Beyond Speed: Redefining Claims Success in an Era of Elevated Expectations
Speed was once the gold standard in claims resolution—but in 2025, it’s simply table stakes. Clients, regulators, and partners now evaluate claims outcomes based on fairness, transparency, communication, and consistency. For claims managers, mastering just speed no longer secures trust or differentiation; the new frontier is delivering excellence across multiple dimensions simultaneously.
Homeowners claim in the U.S. illustrate the growing tension. The 2025 J.D. Power U.S. Property Claims Satisfaction Study reveals that repair cycle time — from first notice of loss (FNOL) to completed repairs — has reached an average of 32.4 days, while the time to final payment now averages 44 days, both the slowest on record since 2008. (JD Power) These delays correlate strongly with a drop in customer satisfaction. When claims complete within 10 days, customer satisfaction scores hover around 762 on a 1,000‐point scale; claims taking more than 30 days see average satisfaction scores fall below 600. (IA Magazine, Insurance Business)
Clients are less forgiving of slowdowns, especially as costs rise. Premium increases and supply chain challenges for parts, labor, or outsourcing of repairs are extending repair and settlement cycles. The Study confirms customers feel they are “paying more for slower service.” (Insurance Journal, Insurance Business)
At Edge Claims, we are seeing these pressures firsthand. In our experience across personal auto and general liability lines, delays are often introduced in claims intake (verifying coverage), documentation hand-offs (repair estimates, photos, third-party reports), and delayed decisions on scope. These are often preventable friction points.
To meet raised expectations, we are expanding our claims scorecard to include not only cycle time and cost containment, but also metrics such as frequency of coverage surprises (unexpected denials or exclusions), number of adjuster touches per claim (fewer handoffs), claimant satisfaction (post-settlement feedback), and transparency metrics (how often claimants are updated, via what channel, and whether status-updates reflect accurate progress)
Communication clarity is emerging as a critical factor. The J.D. Power study demonstrates that customers’ satisfaction rises significantly when the insurer communicates clearly about both what is and isn’t covered, repair timelines, and what to expect at each step. When communication is ambiguous or delayed, trust dissolves rapidly. (JD Power, Insurance Business)
We are acting on that insight. Edge Claims is rolling out claimant-facing digital portals and mobile apps that display real-time status (e.g. “Inspection Scheduled,” “Estimated Payment Pending”), along with push notifications for key milestones — appraiser visit, repair start, part delays, or change of scope. Where complex coverage or liability issues arise, we ensure adjusters proactively reach out rather than waiting for requesters.

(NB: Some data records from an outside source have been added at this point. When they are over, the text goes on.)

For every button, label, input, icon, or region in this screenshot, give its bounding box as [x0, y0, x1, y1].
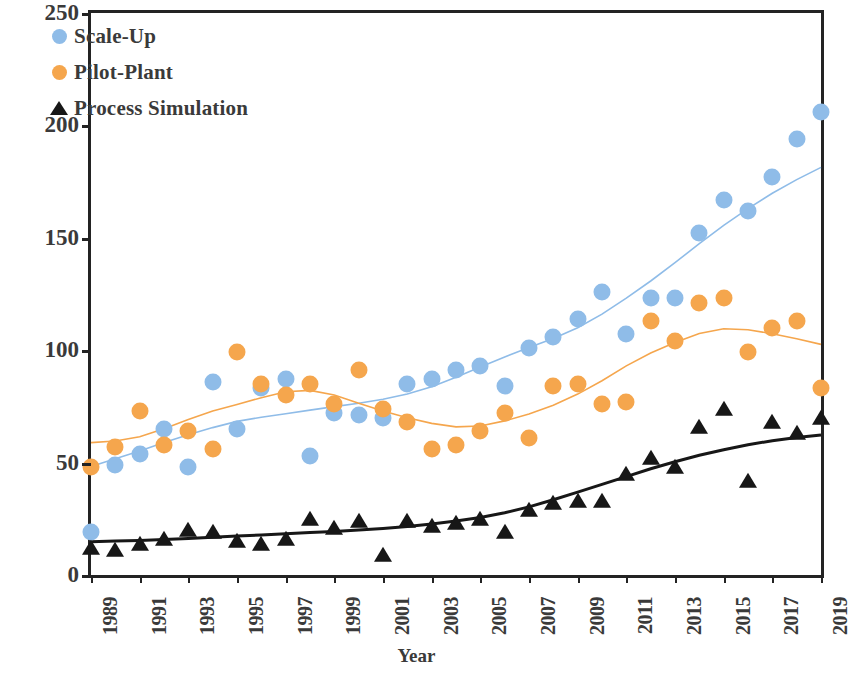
y-tick-label: 0	[68, 562, 80, 588]
data-point	[472, 357, 489, 374]
data-point	[448, 362, 465, 379]
data-point	[667, 290, 684, 307]
data-point	[667, 333, 684, 350]
data-point	[228, 533, 246, 548]
pilot-plant-marker-icon	[44, 65, 74, 80]
data-point	[253, 375, 270, 392]
data-point	[277, 387, 294, 404]
data-point	[496, 524, 514, 539]
data-point	[642, 312, 659, 329]
data-point	[155, 531, 173, 546]
data-point	[204, 441, 221, 458]
x-tick-mark	[383, 575, 385, 583]
legend-label-scale-up: Scale-Up	[74, 24, 156, 49]
data-point	[156, 436, 173, 453]
x-tick-label: 2011	[634, 597, 657, 634]
data-point	[521, 429, 538, 446]
x-tick-label: 2001	[391, 597, 414, 635]
y-axis-title: Number of Publications	[0, 0, 36, 40]
legend-label-process-simulation: Process Simulation	[74, 96, 248, 121]
data-point	[350, 513, 368, 528]
trendline-pilot-plant	[91, 329, 821, 443]
x-tick-label: 1997	[294, 597, 317, 635]
data-point	[521, 339, 538, 356]
data-point	[594, 396, 611, 413]
data-point	[448, 436, 465, 453]
data-point	[277, 371, 294, 388]
x-tick-mark	[675, 575, 677, 583]
x-tick-label: 2019	[829, 597, 852, 635]
x-tick-label: 1991	[148, 597, 171, 635]
y-tick-mark	[82, 238, 91, 241]
x-tick-label: 2017	[780, 597, 803, 635]
data-point	[423, 371, 440, 388]
data-point	[325, 520, 343, 535]
data-point	[812, 409, 830, 424]
data-point	[618, 326, 635, 343]
data-point	[301, 511, 319, 526]
data-point	[764, 319, 781, 336]
y-tick-label: 100	[45, 337, 80, 363]
x-tick-mark	[140, 575, 142, 583]
x-tick-mark	[626, 575, 628, 583]
data-point	[350, 362, 367, 379]
legend-label-pilot-plant: Pilot-Plant	[74, 60, 173, 85]
data-point	[302, 447, 319, 464]
data-point	[302, 375, 319, 392]
data-point	[740, 344, 757, 361]
x-tick-mark	[772, 575, 774, 583]
data-point	[277, 531, 295, 546]
data-point	[472, 423, 489, 440]
x-tick-label: 2007	[537, 597, 560, 635]
data-point	[83, 459, 100, 476]
data-point	[715, 191, 732, 208]
y-tick-mark	[82, 13, 91, 16]
data-point	[229, 344, 246, 361]
data-point	[106, 542, 124, 557]
data-point	[569, 375, 586, 392]
data-point	[520, 502, 538, 517]
x-axis-title: Year	[0, 645, 833, 667]
process-simulation-marker-icon	[44, 101, 74, 115]
x-tick-label: 1989	[99, 597, 122, 635]
y-tick-label: 50	[56, 450, 79, 476]
data-point	[447, 515, 465, 530]
data-point	[326, 396, 343, 413]
data-point	[666, 459, 684, 474]
data-point	[423, 441, 440, 458]
data-point	[423, 517, 441, 532]
x-tick-label: 2003	[440, 597, 463, 635]
data-point	[131, 445, 148, 462]
data-point	[83, 524, 100, 541]
data-point	[398, 513, 416, 528]
data-point	[788, 130, 805, 147]
data-point	[691, 225, 708, 242]
x-tick-mark	[286, 575, 288, 583]
x-tick-mark	[237, 575, 239, 583]
data-point	[788, 425, 806, 440]
data-point	[813, 380, 830, 397]
data-point	[691, 294, 708, 311]
data-point	[813, 103, 830, 120]
data-point	[788, 312, 805, 329]
x-tick-mark	[188, 575, 190, 583]
x-tick-label: 1993	[196, 597, 219, 635]
data-point	[204, 373, 221, 390]
data-point	[593, 493, 611, 508]
data-point	[252, 535, 270, 550]
chart-legend: Scale-Up Pilot-Plant Process Simulation	[44, 18, 248, 126]
data-point	[715, 400, 733, 415]
data-point	[375, 400, 392, 417]
x-tick-label: 2009	[586, 597, 609, 635]
data-point	[715, 290, 732, 307]
data-point	[569, 310, 586, 327]
x-tick-mark	[578, 575, 580, 583]
trendline-scale-up	[91, 167, 821, 466]
data-point	[545, 378, 562, 395]
data-point	[740, 202, 757, 219]
data-point	[82, 540, 100, 555]
x-tick-label: 2013	[683, 597, 706, 635]
y-tick-label: 150	[45, 225, 80, 251]
x-tick-mark	[480, 575, 482, 583]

Accuracy and fairness are just as critical as speed. Fast but sloppy claim settlements risk regulatory scrutiny, negative reputational impact, and downstream cost (appeals, rework, litigation). As homes, autos, cargo systems increase in complexity—multiple vendors, sub-contracting, third-party repair networks—there is rising risk in variation of estimates, differing quality of parts, and inconsistent standards.
To fight that, we have strengthened our audit protocols. All high-value or high-complexity claims at Edge Claims undergo peer review; we analyze repair estimates vs market benchmarks; we monitor repair shop quality and part authenticity; and we hold ourselves to consistent, documented processes even when cycles are compressed.
Finally, we recognize that even with all the operational improvements, customer expectations are rising too quickly. Transparency about where delays may occur (parts, permit, weather, vendor scheduling), setting proper expectations early, and preserving a ‘human’ touch—adjuster check-ins, empathy for disruption—are vital. Those are what separate good performance from great performance.